Topic Summary: Roosevelt's Election Victory 1932
Part of FDR and the 1932 Election — GCSE History
This topic summary covers Topic Summary: Roosevelt's Election Victory 1932 within FDR and the 1932 Election for GCSE History. Revise FDR and the 1932 Election in America 1920-1973 for GCSE History with 10 exam-style questions and 5 flashcards. This is a high-frequency topic, so it is worth revising until the explanation feels precise and repeatable. It is section 11 of 11 in this topic. Use this topic summary to connect the idea to the wider topic before moving on to questions and flashcards.
Topic position
Section 11 of 11
Practice
10 questions
Recall
5 flashcards
Topic Summary: Roosevelt's Election Victory 1932
Key Terms
- New Deal: FDR's programme — Relief, Recovery, Reform
- Rugged individualism: Hoover's belief in self-help; no direct government relief
- Bonus Army: 20,000 WW1 veterans marching for early bonus payment; dispersed by tanks/tear gas June 1932
- Fireside Chats: FDR's radio broadcasts speaking directly to American families
- Hooverville: Shantytown of unemployed Americans; named to blame Hoover
Key Dates
- 1929-32: Depression deepens; 25% unemployment, 5,000 bank failures
- June 1932: Bonus Army disaster — tanks and tear gas against veterans
- Nov 1932: Presidential election — FDR wins 472-59 electoral votes
- March 1933: FDR inaugurated; "Only thing to fear is fear itself" speech
- 1933 onwards: New Deal programmes launched (100 Days)
Key People
- Herbert Hoover: Republican President 1929-33; rugged individualism; refused direct relief; lost 1932 election 59-472
- Franklin D. Roosevelt (FDR): Democrat; promised New Deal; won historic landslide; president 1933-45
- General Douglas MacArthur: Military commander who led troops against Bonus Army on Hoover's orders
Must-Know Facts
- FDR won 472-59 electoral votes — 42 of 48 states
- Bonus Army: 20,000 veterans, tanks + tear gas, June 1932
- New Deal = "Relief, Recovery, Reform"
- Hoover's ideology: rugged individualism — refused direct relief
- FDR used Fireside Chats on radio to communicate with Americans
- "The only thing we have to fear is fear itself" — inauguration, March 1933
Cross-Topic Links
- → Topic 10 (Causes of Depression): Hoover's failure — refusing relief, the Bonus Army debacle — was a direct consequence of his response to the Depression's 25% unemployment and 5,000 bank failures; you cannot explain FDR's landslide without knowing how bad the crisis had become.
- → Topic 3 (America in 1920): Hoover's "rugged individualism" was the same Republican philosophy (laissez-faire, government non-interference) that had driven the 1920s boom — but what worked in prosperity destroyed Hoover's reputation in crisis, showing the limits of laissez-faire.
- → Topic 12 (New Deal): FDR's election promises ("Relief, Recovery, Reform") directly shaped the New Deal's three-part structure — the election is the bridge between the Depression's causes and the New Deal's solutions.
- → Topic 13 (Opposition to New Deal): The same political forces Hoover represented (Republicans, big business) became the right-wing critics of the New Deal, while the suffering that drove voters to FDR also produced left-wing critics (Long, Coughlin) who thought he did too little.
- → Topic 15 (WW2 and Post-War): FDR's presidency (1933-1945) spanned both the New Deal and WW2, and his leadership style — fireside chats, inspiring rhetoric, willingness to experiment — defined both responses; understanding why he won in 1932 helps explain his wartime authority.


* How to complete this task *
Exclude the pictures, then quote exactly the lines from the one holding "Serialize everything readable" through the last line of the records.

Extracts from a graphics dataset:
--
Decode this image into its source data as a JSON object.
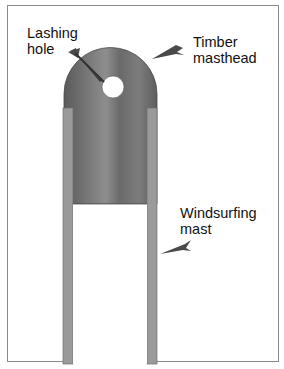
{
  "diagram": {
    "labels": {
      "lashing_hole": "Lashing\nhole",
      "timber_masthead": "Timber\nmasthead",
      "windsurfing_mast": "Windsurfing\nmast"
    },
    "colors": {
      "timber_dark": "#5e5e5e",
      "timber_light": "#8c8c8c",
      "mast_tube": "#9a9a9a",
      "arrow": "#4a4a4a",
      "frame": "#8a8a8a"
    }
  }
}
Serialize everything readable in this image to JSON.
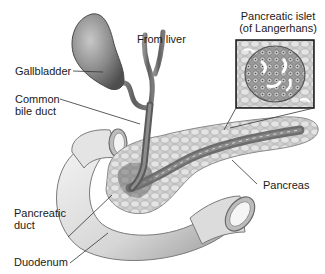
{
  "diagram": {
    "labels": {
      "gallbladder": "Gallbladder",
      "from_liver": "From liver",
      "common_bile_duct_line1": "Common",
      "common_bile_duct_line2": "bile duct",
      "pancreatic_islet_line1": "Pancreatic islet",
      "pancreatic_islet_line2": "(of Langerhans)",
      "pancreas": "Pancreas",
      "pancreatic_duct_line1": "Pancreatic",
      "pancreatic_duct_line2": "duct",
      "duodenum": "Duodenum"
    },
    "inset": {
      "title": "Pancreatic islet (of Langerhans)",
      "description": "Magnified microscopic view of islet cells"
    },
    "colors": {
      "background": "#ffffff",
      "tissue_light": "#e6e6e6",
      "tissue_mid": "#b5b5b5",
      "tissue_dark": "#5a5a5a",
      "leader_line": "#333333",
      "text": "#1a1a1a"
    }
  }
}
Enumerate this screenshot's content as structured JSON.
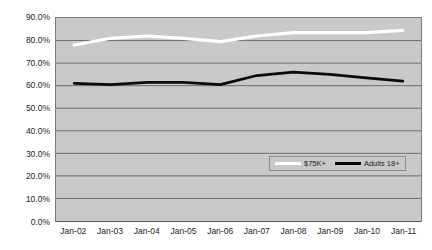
--
* Answer space *
Serialize everything readable in this image to JSON.
{
  "diagram": {
    "labels": {
      "gallbladder": "Gallbladder",
      "from_liver": "From liver",
      "common_bile_duct_line1": "Common",
      "common_bile_duct_line2": "bile duct",
      "pancreatic_islet_line1": "Pancreatic islet",
      "pancreatic_islet_line2": "(of Langerhans)",
      "pancreas": "Pancreas",
      "pancreatic_duct_line1": "Pancreatic",
      "pancreatic_duct_line2": "duct",
      "duodenum": "Duodenum"
    },
    "inset": {
      "title": "Pancreatic islet (of Langerhans)",
      "description": "Magnified microscopic view of islet cells"
    },
    "colors": {
      "background": "#ffffff",
      "tissue_light": "#e6e6e6",
      "tissue_mid": "#b5b5b5",
      "tissue_dark": "#5a5a5a",
      "leader_line": "#333333",
      "text": "#1a1a1a"
    }
  }
}
Enumerate this screenshot's content as structured JSON.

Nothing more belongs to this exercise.